Stored items:
══════
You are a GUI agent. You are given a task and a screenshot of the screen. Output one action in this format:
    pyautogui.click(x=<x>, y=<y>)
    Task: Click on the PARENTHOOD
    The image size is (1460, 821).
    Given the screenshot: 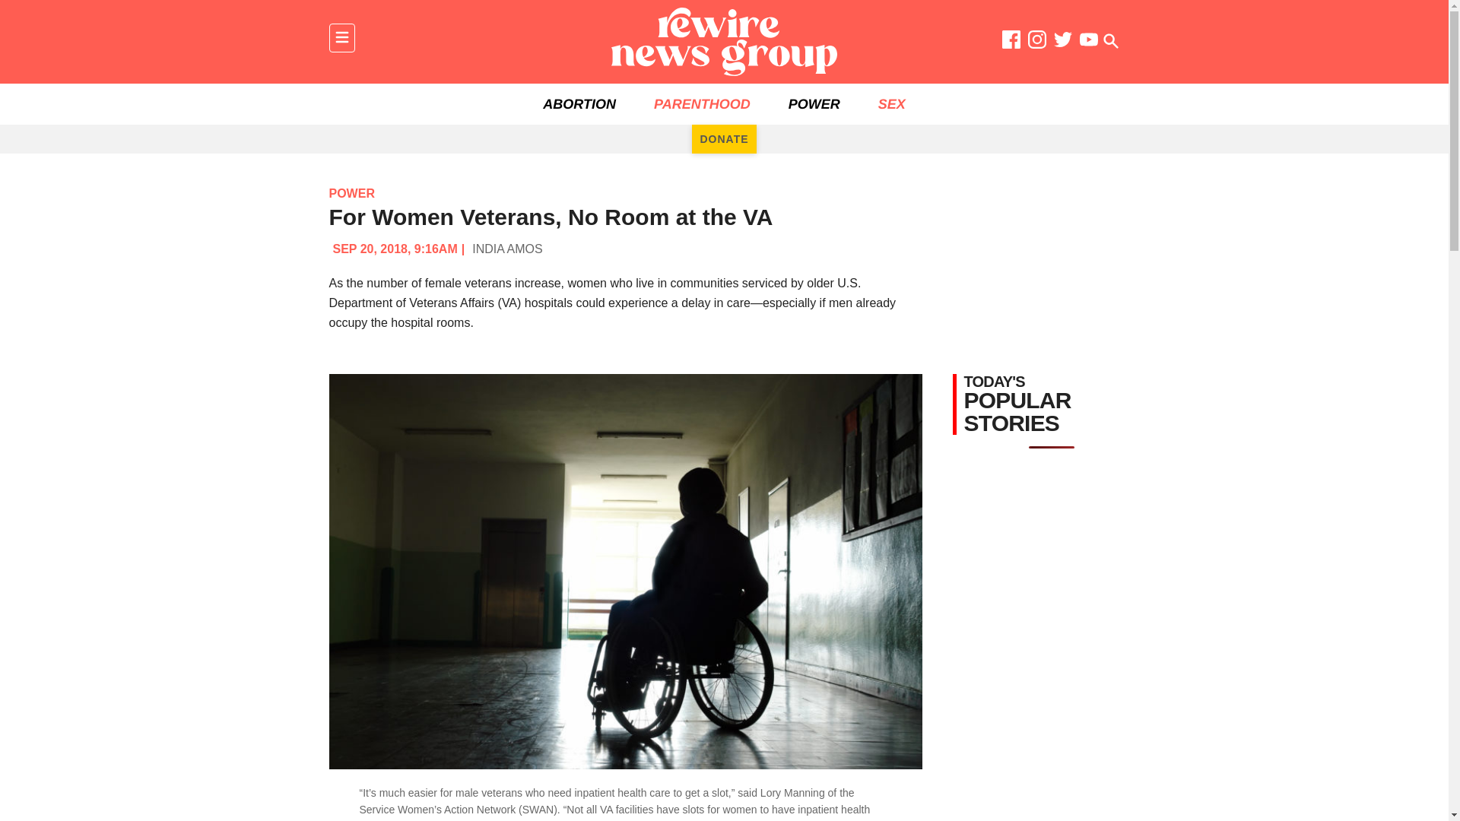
══════
- Goal of the exercise: Leaving the pictures out, set down all of the data again exactly.

- Response for this exercise:
You are a GUI agent. You are given a task and a screenshot of the screen. Output one action in this format:
    pyautogui.click(x=<x>, y=<y>)
    Task: Click on the PARENTHOOD
    The image size is (1460, 821).
    Given the screenshot: 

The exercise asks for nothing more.